At nine-thirty p.m., Doug parked in a lot several miles from the prison. The location of the lot had been shrouded in secrecy to keep all but a select group of reporters from finding the witnesses, who were to be shuttled to the penitentiary. Ray and his mother were the last of a small family, so, thankfully, there were no relatives waiting. Doug noticed a group of government officials standing off to one side. Among them were Amaya Lathrop, the assistant attorney general who had persuaded the appellate courts to affirm the sentence of death; and Martin Poe, a career prosecutor in the Multnomah County District Attorney's Office, who had obtained the death sentence at trial. Jake Teeny, the deputy DA who'd second-chaired the case, had moved back East two years ago.
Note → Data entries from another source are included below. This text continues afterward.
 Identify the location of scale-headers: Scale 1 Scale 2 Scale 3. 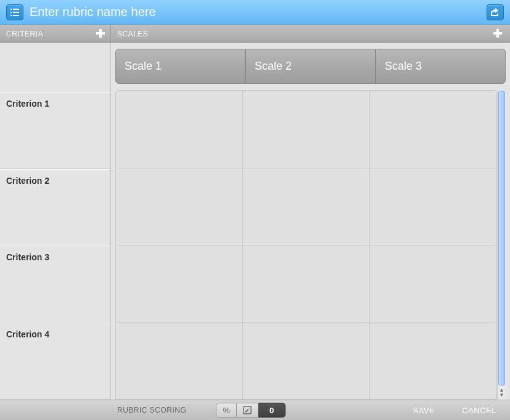
(311, 67).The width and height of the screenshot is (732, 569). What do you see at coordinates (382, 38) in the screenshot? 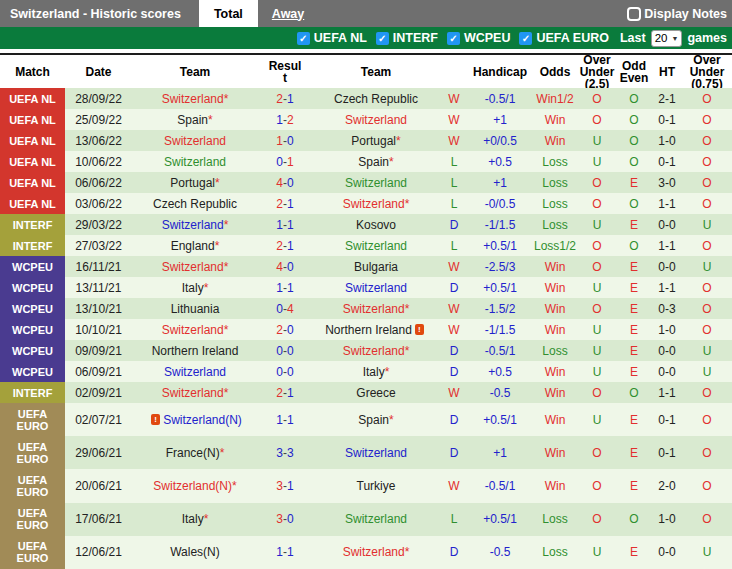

Lathrop had always seen the case as a debate about issues of constitutional law far removed from the gore through which Doug and the prosecutors had waded in the courtroom, so Doug wasn't surprised that the AG nodded in his direction, while Poe studiously avoided looking at him.
Marge Cross drove up moments after Doug parked. She was a short, chunky brunette with the courtroom demeanor of a pit bull, who had been single and fresh from a clerkship at the Oregon Supreme Court when she second-chaired Raymond's case. Marge had been dead set against the guilty plea, but she'd never criticized Doug after the verdict of death, and had second-chaired two other cases with him after Hayes. The attorneys had talked about driving to the prison together, but Marge's two-year-old daughter had come down with the flu and Marge had had to stay with her until her husband finished teaching a class at Portland Community College.
I see Poe has come to gloat, she said bitterly.
I don't think he's gloating, Marge. He's not that low.
Marge shrugged. You' re entitled to your opinion. But he and Teeny were snickering all through the trial and I heard they celebrated with some of the other Neanderthals from the office after the sentencing hearing.
Doug didn't bother to argue. Marge was very political. She saw every case as a battle against the forces of fascism. Motherhood had not softened her. Doug oddly, for a lawyer didn't really like conflict. He got along with the DAs, as a rule, and thought of the prosecutors as men and women doing a tough job to the best of their ability.